What I’m Up to at Kirkus This Week,
Plus What I Did Last Week,
Featuring Cece Bell

h1 November 1st, 2012 by jules

Today at the Kirkus Book Blog Network, I chat with author/illustrator Matthew Cordell about his brand-new picture book, hello! hello! That link is here, and if you like this book as much as I do, come back next week for even more from Matt, including art, early studies, and jacket sketches.

Tomorrow morning, I’ll have a column about Mary Logue’s Sleep Like a Tiger, illustrated by Pamela Zagarenski. That link will be here.

* * *

Last week, I wrote here about Cece Bell’s new chapter book, Rabbit and Robot. Today, I’ve got a bit more art, and she’s visiting to share things like pages from discarded chapters and other early drawings — or what she calls the “Top Secret Super-duper Rabbit & Robot Never-Before-Seen Conglomerate of Glory! That is to say, Rejected Stuff.” I thank Cece for stopping by.

Cece: I am a lot more like Rabbit than I am like Robot. … “Wound tight,” is how my mother would describe me. But guess who I got that from? Thanks, MOM.

This book was my attempt to be a smidgen like Arnold Lobel, who is arguably still the greatest chapter book writer and illustrator of all time. He brought some really interesting psychological things into his work that really make you want to linger over his books longer. Even the illustrations, though a combination of hand-drawn stuff and computer stuff, were sort of created with Lobel in mind. There’s one author/illustrator that I really, really wish I could have met.

[Here are my] early drawings of Rabbit and Robot when I was trying to figure them out:

These other pages are part of a rejected chapter, in which Rabbit and Robot decide to pretend to be characters from Rabbit’s favorite TV show, Cowboy Jackrabbit. This is totally based on my childhood, as my best friend Martha Claytor and I would pretend that we were Laura and Mary Ingalls, and we’d re-enact scenes—not from the books, mind you, as we were not that literary—but from the TV show starring Melissa Gilbert. On Melissa, buck-teeth were cute. On me? Not so much.

Many, many, many bowls of homemade Prairie Dirt Soup later, I am still alive to tell you that I was kinda fond of the final spread in this rejected chapter, so it was a real case of “murder your darlings” when my editor suggested we get rid of it. But now I can share it with all your readers!

And it probably was the right choice in the end.






* * *


 

Thanks again to Cece. And now for a bit of final art:

 


“‘My Built-in Food-o-Meter approves of this pizza,’ said Robot. ‘Yes, this picnic is pretty fun,’ said Rabbit. ‘I’ll cross “Make Pizza” off the list,
even though you put weird things on yours.’
‘Thank you, Rabbit,’ said Robot.”

(Click to enlarge and see text)

* * * * * * *

RABBIT AND ROBOT. Copyright © 2012 by Cece Bell. Final illustrations reproduced by permission of the publisher, Candlewick Press, Somerville, MA. All other images reproduced with permission of Cece Bell.





5 comments to “What I’m Up to at Kirkus This Week,
Plus What I Did Last Week,
Featuring Cece Bell”

  1. Great post, Jules and Cece. When you enjoy a book like Rabbit & Robot The Sleepover, it’s so much fun to get the inside scoop on the process. Thanks to you both.


  2. […] has just now been released to the masses. But, today is that lucky day! Check out this post from Seven Impossible Things Before Breakfast, and you can read more about Matt, and more about the Top Secret Super-duper Rabbit & […]


  3. Ha! Such a funny missing chapter. I love the part about robot’s missing name being on his bottom as ‘Patent Pending.”


  4. Beautiful, beautiful, wonderful, amazing blog. How do I “follow”…?


  5. Rabbit & Robot look adorable! What a fun pair. Thanks for sharing, Cece (and Jules!)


What needs to be done: No pictures go in the copy. Restate, word for word, each line from the one containing "Identify the location of button: Quick" through the last line below.
[[ Supplied records, beginning ]]
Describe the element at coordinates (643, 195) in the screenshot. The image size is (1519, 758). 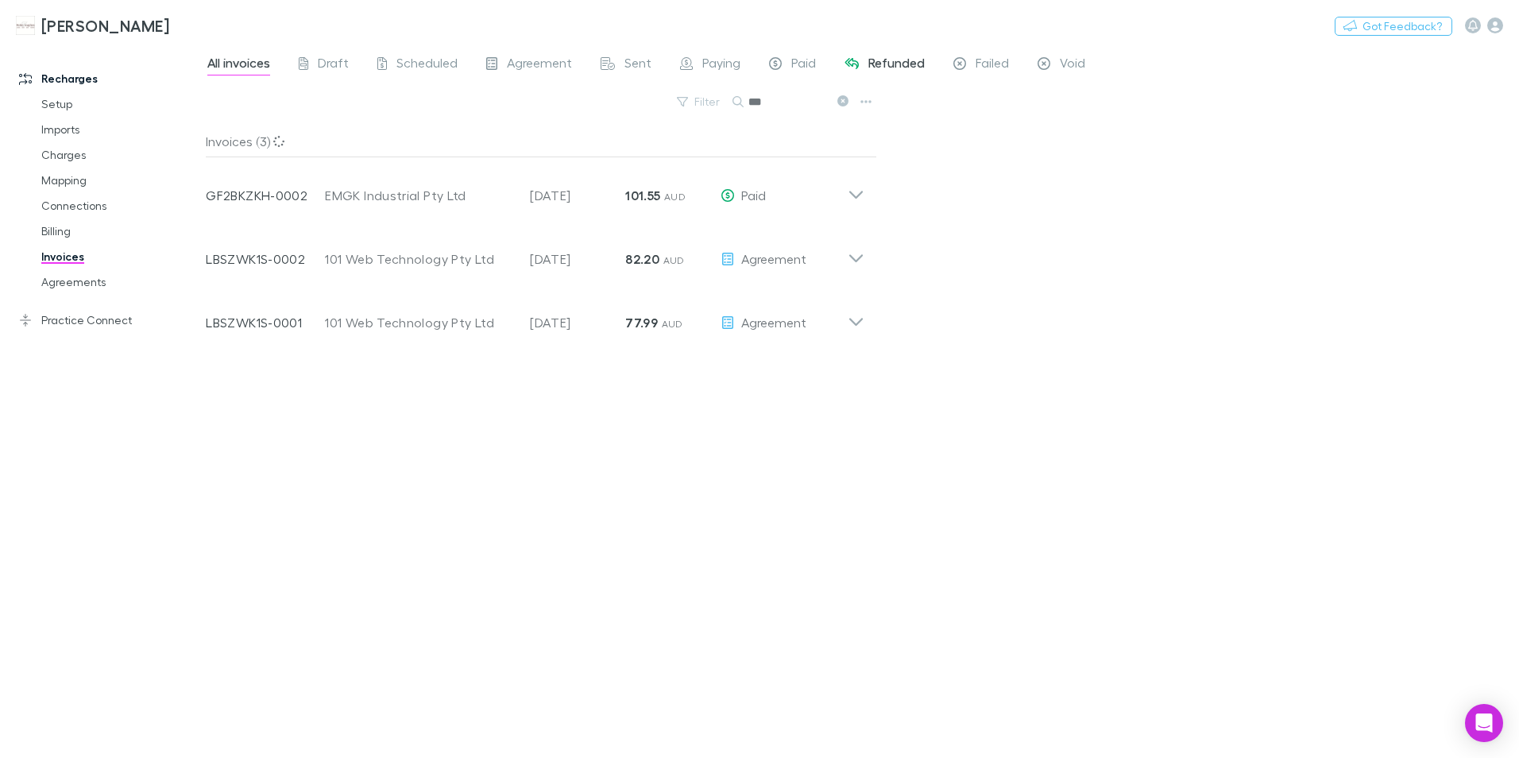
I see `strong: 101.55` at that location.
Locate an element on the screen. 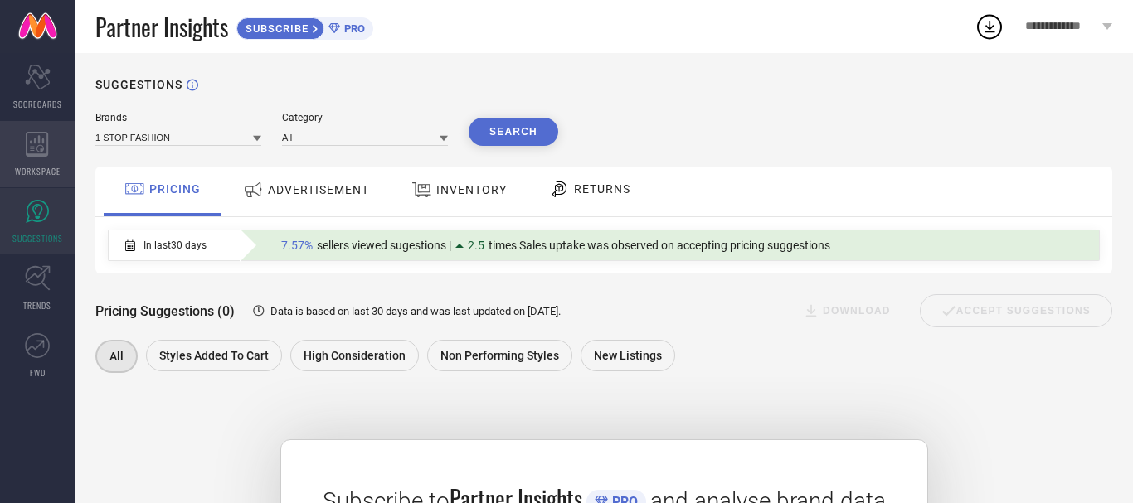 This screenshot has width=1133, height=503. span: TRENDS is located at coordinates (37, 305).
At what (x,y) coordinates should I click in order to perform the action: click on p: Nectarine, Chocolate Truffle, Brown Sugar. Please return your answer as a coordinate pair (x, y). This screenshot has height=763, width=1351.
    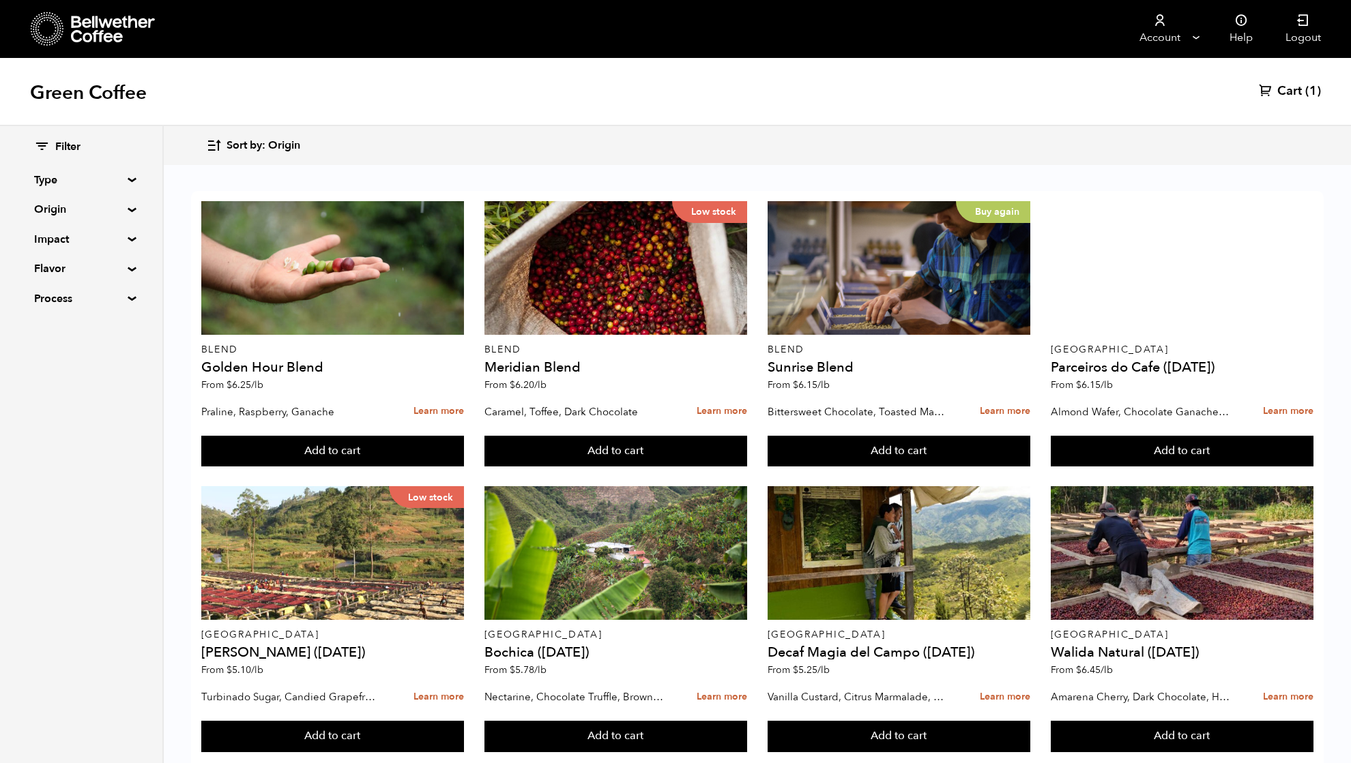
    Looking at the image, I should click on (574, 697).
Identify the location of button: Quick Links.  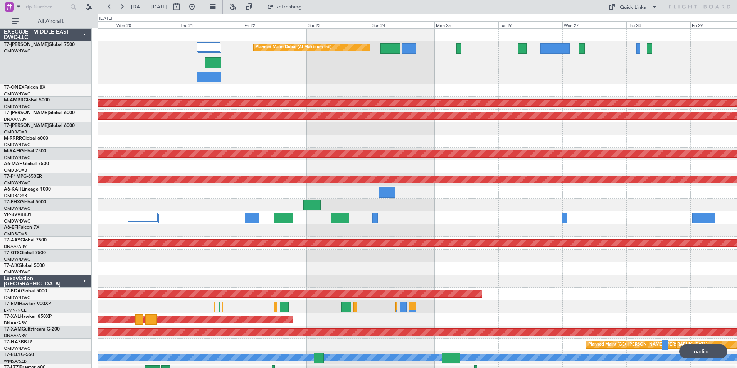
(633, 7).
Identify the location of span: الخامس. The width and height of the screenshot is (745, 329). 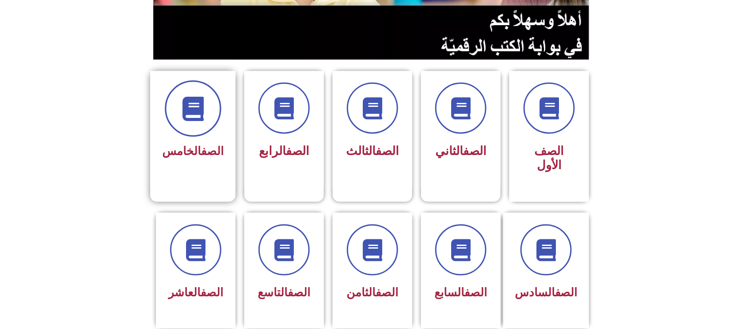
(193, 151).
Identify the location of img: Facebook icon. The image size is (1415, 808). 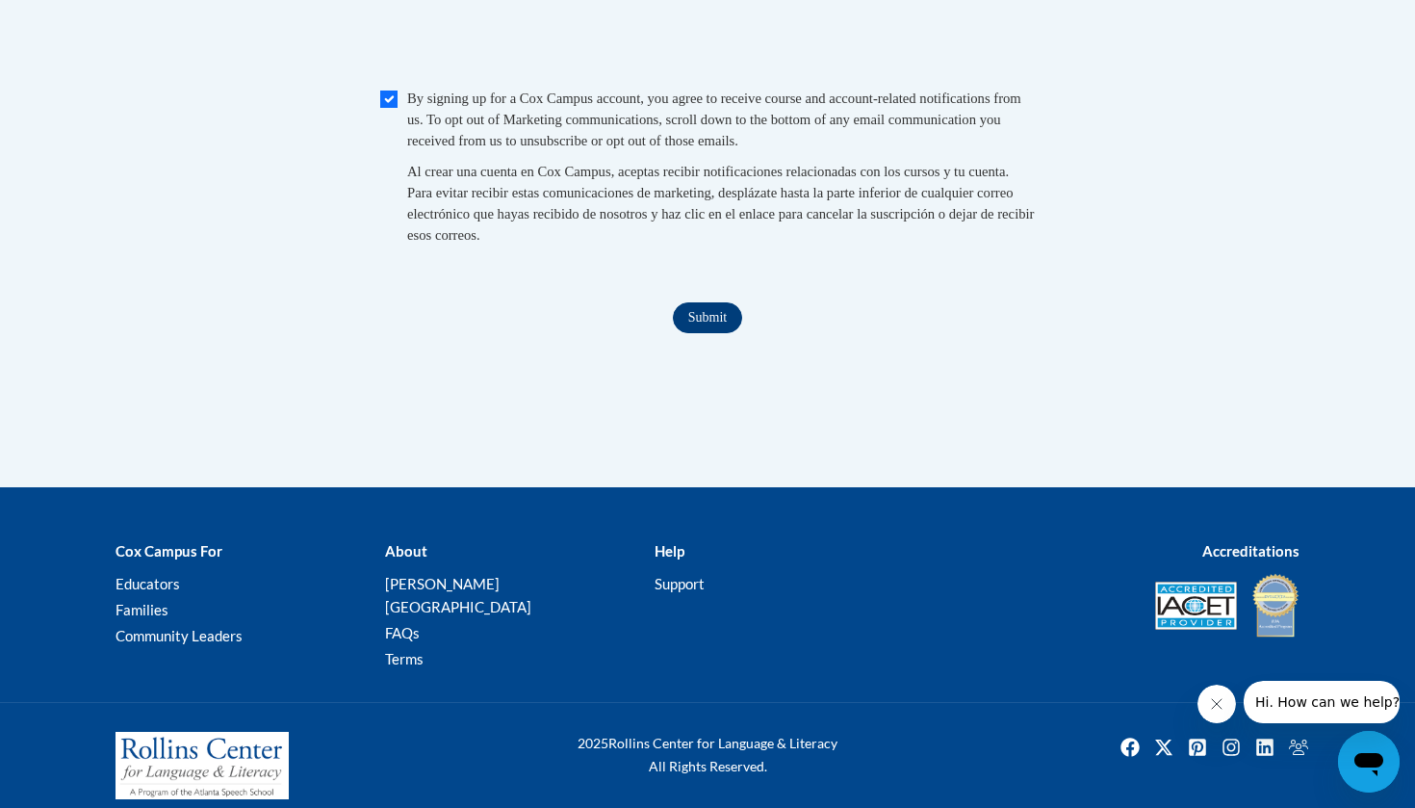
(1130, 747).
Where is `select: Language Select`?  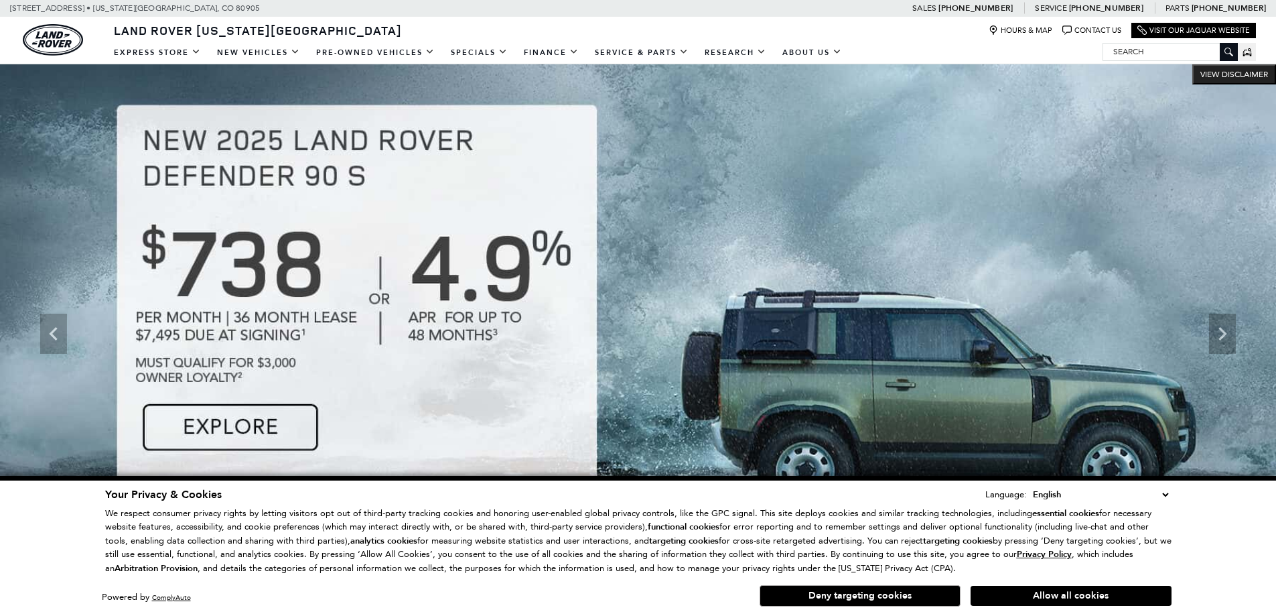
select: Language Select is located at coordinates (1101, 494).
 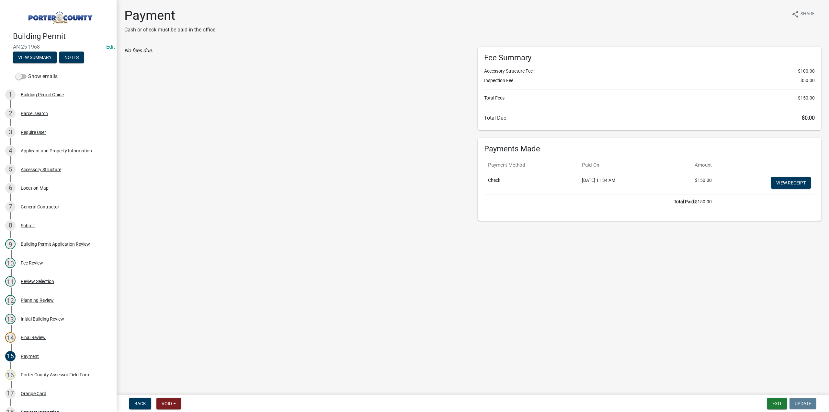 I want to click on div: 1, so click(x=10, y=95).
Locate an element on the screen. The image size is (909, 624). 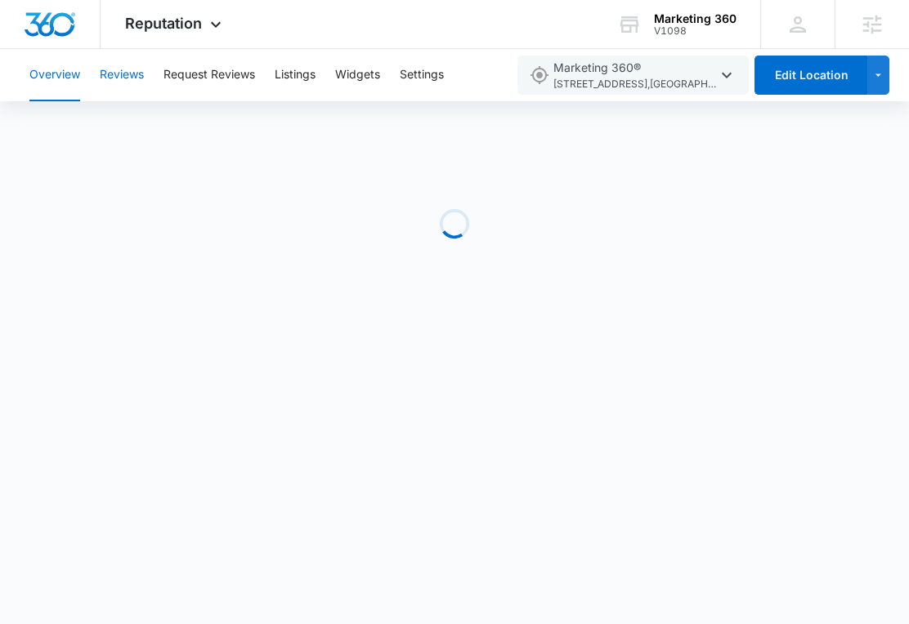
[[ Supplied records, end ]]
Output for this exercise:
Identify the location of button: Quick Links.  
(633, 7).
Identify the location of span: الخامس. The width and height of the screenshot is (745, 329). 
(193, 151).
Identify the location of img: Facebook icon. The image size is (1415, 808). 
(1130, 747).
Where is `select: Language Select`?  
select: Language Select is located at coordinates (1101, 494).
  I want to click on div: 1, so click(x=10, y=95).
Locate an element on the screen. The image size is (909, 624). 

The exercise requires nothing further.